He also lied about his military record, he said. He told Hunter that he was a Vietnam War hero who had saved many lives and had spent the first two years after his return from Vietnam traveling the country visiting the families of slain soldiers. In fact, Marmaro said, Dominelli had never been to Vietnam. “He served in an undistinguished manner in the U.S. Marines and was discharged in 1963 as a private,” he said. “The effect of his lies was dramatic” and changed Hoover’s perception of him, Marmaro said. By October, 1979, she had fallen in love with him, he said.

Meanwhile, Dominelli claimed he was divorcing his wife, but he was lying, Marmaro said.

Eventually, Hunter and Dominelli began living together and spent millions of dollars of investors’ money on expensive homes, cars and furs. They spent more than $1.5 million remodeling office space in La Jolla, Chicago and San Francisco, according to prosecutors.
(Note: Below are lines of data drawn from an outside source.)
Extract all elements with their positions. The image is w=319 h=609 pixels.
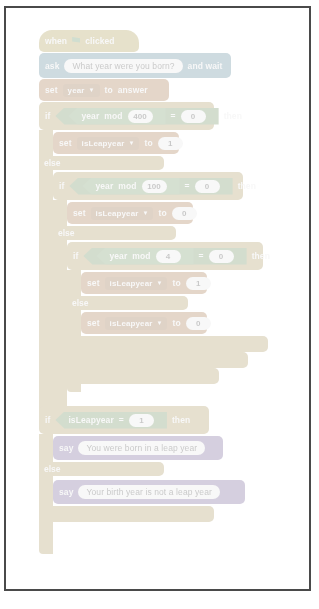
to-label: to xyxy=(144,138,152,148)
if3-keyword: if xyxy=(73,251,78,261)
say-text-input[interactable]: Your birth year is not a leap year xyxy=(78,485,219,499)
block-ask-and-wait[interactable]: ask What year were you born? and wait xyxy=(39,53,231,78)
chevron-down-icon: ▼ xyxy=(88,87,94,93)
ask-question-input[interactable]: What year were you born? xyxy=(64,59,182,73)
if1-else-bar[interactable]: else xyxy=(39,156,164,170)
if3-else-label: else xyxy=(72,298,89,308)
if3-left-variable[interactable]: year xyxy=(109,251,127,261)
if1-then-label: then xyxy=(224,111,242,121)
variable-name: isLeapyear xyxy=(110,279,153,288)
if3-compare-to[interactable]: 0 xyxy=(209,250,234,263)
to-label: to xyxy=(158,208,166,218)
if4-else-label: else xyxy=(44,464,61,474)
if4-compare-to[interactable]: 1 xyxy=(129,414,154,427)
if3-then-label: then xyxy=(252,251,270,261)
block-set-isleapyear-0b[interactable]: set isLeapyear ▼ to 0 xyxy=(81,312,207,334)
chevron-down-icon: ▼ xyxy=(156,320,162,326)
if1-right-value[interactable]: 400 xyxy=(128,110,153,123)
if1-condition-equals[interactable]: year mod 400 = 0 xyxy=(55,108,218,125)
answer-reporter[interactable]: answer xyxy=(118,85,148,95)
chevron-down-icon: ▼ xyxy=(156,280,162,286)
if3-right-value[interactable]: 4 xyxy=(156,250,181,263)
if2-else-bar[interactable]: else xyxy=(53,226,176,240)
to-label: to xyxy=(172,318,180,328)
block-if-2[interactable]: if year mod 100 = 0 then xyxy=(53,172,243,200)
if1-keyword: if xyxy=(45,111,50,121)
if1-mod-operator[interactable]: year mod 400 xyxy=(68,108,165,125)
variable-dropdown-year[interactable]: year ▼ xyxy=(63,84,100,97)
block-set-year[interactable]: set year ▼ to answer xyxy=(39,79,169,101)
if2-keyword: if xyxy=(59,181,64,191)
if2-comparator: = xyxy=(185,181,190,191)
if3-condition-equals[interactable]: year mod 4 = 0 xyxy=(83,248,246,265)
if3-mod-operator[interactable]: year mod 4 xyxy=(96,248,193,265)
set-label: set xyxy=(87,278,100,288)
block-set-isleapyear-0a[interactable]: set isLeapyear ▼ to 0 xyxy=(67,202,193,224)
block-say-leap-year-true[interactable]: say You were born in a leap year xyxy=(53,436,223,460)
block-set-isleapyear-1a[interactable]: set isLeapyear ▼ to 1 xyxy=(53,132,179,154)
if4-keyword: if xyxy=(45,415,50,425)
if3-else-bar[interactable]: else xyxy=(67,296,188,310)
set-value-input[interactable]: 1 xyxy=(158,137,183,150)
scratch-script-canvas: when clicked ask What year were you born… xyxy=(33,30,285,575)
block-say-leap-year-false[interactable]: say Your birth year is not a leap year xyxy=(53,480,245,504)
chevron-down-icon: ▼ xyxy=(128,140,134,146)
variable-name: isLeapyear xyxy=(96,209,139,218)
if2-left-variable[interactable]: year xyxy=(95,181,113,191)
set-label: set xyxy=(59,138,72,148)
variable-dropdown-isleapyear[interactable]: isLeapyear ▼ xyxy=(105,277,168,290)
if2-compare-to[interactable]: 0 xyxy=(195,180,220,193)
if1-comparator: = xyxy=(171,111,176,121)
scanned-page-frame: when clicked ask What year were you born… xyxy=(4,6,311,591)
block-when-flag-clicked[interactable]: when clicked xyxy=(39,30,139,52)
if3-end-bar xyxy=(67,336,268,352)
if3-mod-label: mod xyxy=(132,251,150,261)
block-if-3[interactable]: if year mod 4 = 0 then xyxy=(67,242,263,270)
ask-label: ask xyxy=(45,61,59,71)
if4-end-bar xyxy=(39,506,214,522)
if2-mod-operator[interactable]: year mod 100 xyxy=(82,178,179,195)
if2-then-label: then xyxy=(238,181,256,191)
variable-name: isLeapyear xyxy=(82,139,125,148)
variable-dropdown-isleapyear[interactable]: isLeapyear ▼ xyxy=(91,207,154,220)
if3-comparator: = xyxy=(199,251,204,261)
if2-condition-equals[interactable]: year mod 100 = 0 xyxy=(69,178,232,195)
if1-left-spine xyxy=(39,130,53,430)
block-if-4[interactable]: if isLeapyear = 1 then xyxy=(39,406,209,434)
set-label: set xyxy=(73,208,86,218)
say-text-input[interactable]: You were born in a leap year xyxy=(78,441,205,455)
variable-dropdown-isleapyear[interactable]: isLeapyear ▼ xyxy=(105,317,168,330)
if4-left-variable[interactable]: isLeapyear xyxy=(68,415,113,425)
if1-else-label: else xyxy=(44,158,61,168)
variable-name: isLeapyear xyxy=(110,319,153,328)
set-value-input[interactable]: 1 xyxy=(186,277,211,290)
say-label: say xyxy=(59,487,73,497)
if2-else-label: else xyxy=(58,228,75,238)
if4-then-label: then xyxy=(172,415,190,425)
set-value-input[interactable]: 0 xyxy=(172,207,197,220)
to-label: to xyxy=(172,278,180,288)
when-label: when xyxy=(45,36,67,46)
if4-else-bar[interactable]: else xyxy=(39,462,164,476)
if1-left-variable[interactable]: year xyxy=(81,111,99,121)
chevron-down-icon: ▼ xyxy=(142,210,148,216)
clicked-label: clicked xyxy=(85,36,115,46)
to-label: to xyxy=(105,85,113,95)
variable-dropdown-isleapyear[interactable]: isLeapyear ▼ xyxy=(77,137,140,150)
if2-mod-label: mod xyxy=(118,181,136,191)
if1-end-bar xyxy=(39,368,219,384)
if4-condition-equals[interactable]: isLeapyear = 1 xyxy=(55,412,167,429)
if2-right-value[interactable]: 100 xyxy=(142,180,167,193)
if1-mod-label: mod xyxy=(104,111,122,121)
and-wait-label: and wait xyxy=(188,61,223,71)
set-value-input[interactable]: 0 xyxy=(186,317,211,330)
if1-compare-to[interactable]: 0 xyxy=(181,110,206,123)
if4-left-spine xyxy=(39,434,53,554)
set-label: set xyxy=(87,318,100,328)
block-if-1[interactable]: if year mod 400 = 0 then xyxy=(39,102,214,130)
block-set-isleapyear-1b[interactable]: set isLeapyear ▼ to 1 xyxy=(81,272,207,294)
say-label: say xyxy=(59,443,73,453)
if4-comparator: = xyxy=(119,415,124,425)
green-flag-icon xyxy=(72,37,80,45)
variable-name: year xyxy=(68,86,85,95)
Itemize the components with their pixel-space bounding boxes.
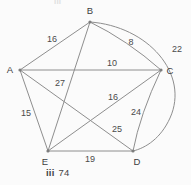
vertex-label-B: B — [87, 5, 93, 16]
vertex-dot-C — [159, 68, 162, 71]
vertex-label-A: A — [7, 64, 14, 75]
edge-weight-C-D: 24 — [131, 107, 141, 117]
figure-caption: iii74 — [46, 167, 70, 178]
figure-root: iii A B C D E 16 8 10 22 27 15 — [0, 0, 191, 185]
edge-weight-A-B: 16 — [47, 34, 57, 44]
edge-weight-E-D: 19 — [85, 154, 95, 164]
vertex-dot-E — [46, 149, 49, 152]
edge-weight-A-D: 25 — [112, 124, 122, 134]
vertex-label-C: C — [167, 65, 174, 76]
edge-weight-B-D: 22 — [172, 44, 182, 54]
edge-weight-A-E: 15 — [21, 108, 31, 118]
vertex-label-E: E — [42, 156, 48, 167]
vertex-dot-B — [88, 20, 91, 23]
edge-A-D — [20, 70, 133, 151]
edge-weight-B-C: 8 — [128, 37, 133, 47]
edge-A-B — [20, 22, 90, 70]
caption-value: 74 — [59, 167, 70, 178]
edge-weight-B-E: 27 — [55, 78, 65, 88]
edge-weight-A-C: 10 — [107, 58, 117, 68]
caption-label: iii — [46, 167, 55, 178]
edge-weight-C-E: 16 — [108, 92, 118, 102]
vertex-dot-D — [131, 149, 134, 152]
vertex-dot-A — [18, 68, 21, 71]
weighted-graph-diagram: A B C D E 16 8 10 22 27 15 16 24 25 19 — [0, 0, 191, 185]
vertex-label-D: D — [134, 156, 141, 167]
Hunter believed that the money Dominelli was spending was legitimate profit from the investment business and believed that he had paid the income tax on the hundreds of thousands of dollars in gifts he gave her, Marmaro said. In fact, he had not paid the tax and Hunter is now charged with income tax evasion in relation to the “gifts.”

Hunter’s mother, sister, aunt and brother-in-law left money in the firm to the end, he said. “Nancy Hoover is not the type of person to let her family invest with a crook,” he said.

In 1986, Hunter pleaded guilty to state charges of conspiracy to funnel thousands of dollars into the 1983 mayoral campaign of Mayor Roger Hedgecock. She was sentenced to three years probation, fined $10,000 and ordered to perform 350 hours of public service, which she did at the Santa Barbara Public Library.